Most AI tools obscure their per-image economics — opaque credit systems, mysterious conversion rates, hidden platform fees. Apiway pegs one credit to one US cent on purpose. Here is the reasoning, the trade-offs, and the second-order effects on the creator marketplace.
What the rule actually is
Across Apiway, one credit always equals one US cent. This is true whether the credits come from the free tier, a paid plan, marketplace earnings, or admin top-ups. There is no special exchange rate, no promotional discount that changes the conversion, no bonus credit that is worth more or less than a normal credit.
This is documented in the FAQ, the marketplace creator dashboard, the pricing page, and anywhere else credits are mentioned. We did not invent a new currency — we just renamed cents.
Why not a fancier pricing model
Most SaaS pricing books recommend the opposite of what we did. The textbook moves are:
- Hide the per-unit cost so customers cannot do the per-image math.
- Bundle credits into tiers that look discounted but are actually priced for upsell.
- Float the credit-to-dollar ratio so promotional pricing can be obscured.
- Charge differently for different output qualities or aspect ratios.
We did none of these. The reason is the marketplace.
Why the marketplace requires fixed credit value
On the creator side, a creator setting a price needs to know what they will earn per generation. On the brand side, a brand spending credits needs to know what each generation costs. If the credit-to-dollar ratio drifts based on plan tier, promotion, or volume, the marketplace becomes confusing for both sides — and trust collapses on the creator side specifically.
Locking the ratio at 1 credit = 1 cent solves this. A creator pricing a set at 10 credits per generation knows they will receive 8 cents (after the 20% platform fee). A brand running 50 generations on that set knows they will spend $5. Both sides do the math without having to read terms-of-service fine print.
The trade-offs we accepted
Several things become harder with this model.

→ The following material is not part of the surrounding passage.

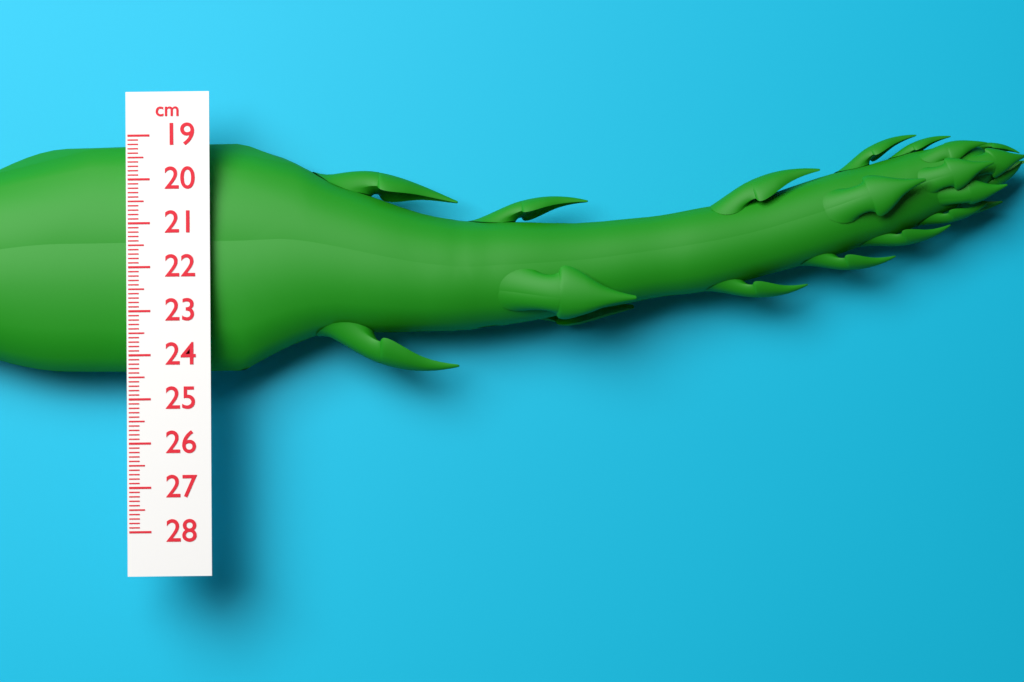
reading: 24.4 cm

- Promotional pricing cannot be done through credit-value tricks. We have to reduce the number of credits charged or give bonus credits, both of which are honest but less leveraged than a sneaky conversion-rate change.
- Volume discounting at the credit level is constrained. We can offer larger plans with more credits per dollar, but each individual credit is still worth a cent in the marketplace.
- Cross-pricing optimisation across features is harder. We cannot price ghost mannequin at 0.5 credits and call it 1 credit because the fixed-ratio rule constrains us.
Second-order effects
Three things happened that we did not anticipate when we locked the model.
Creators audit their own earnings. Because the conversion is fixed, creators know exactly what their marketplace earnings should be. This produced surprisingly clear feedback when the marketplace had bugs — creators caught miscounted generations within hours.
Brands plan their image production by the dollar. Brands started talking about their image production budget in dollars per shot, which is the same unit they use for everything else (ads spend, COGS, etc). This made AI image production a familiar line item rather than a new credit category.
Procurement teams loved it. Larger brands with formal procurement processes can compare Apiway directly to traditional photography quotes without a translation layer. The buying decision becomes arithmetic.
The actual prices
Plan tiers are documented on the pricing page. Free tier ships 100 one-time credits for $0 (no monthly refill). Paid tiers refill monthly: Starter 1,000 credits at $10/mo, Basic 3,000 at $29/mo, Pro 6,000 at $49/mo, Studio 14,000 at $99/mo, Business 38,000 at $249/mo, Scale 80,000 at $490/mo. Annual billing on the pricing page applies roughly a 10% discount vs monthly. Each credit is still worth one cent; higher tiers mainly add more monthly credits per dollar.
Why this becomes a trust signal
AI tooling is full of opaque pricing. A vendor that prices clearly is making an implicit commitment: we will not discover later that the credits we promised you are worth less than you thought. For brands committing real budget to an AI workflow, that commitment is a meaningful piece of the procurement decision.
For creators committing their photo sets and time to a marketplace, the same commitment matters more — the currency they will be paid in is unambiguous on day one.
Read the FAQ entry on credit value
See the FAQ entry for the full statement of the conversion rule. Open a free account and verify the math in the dashboard.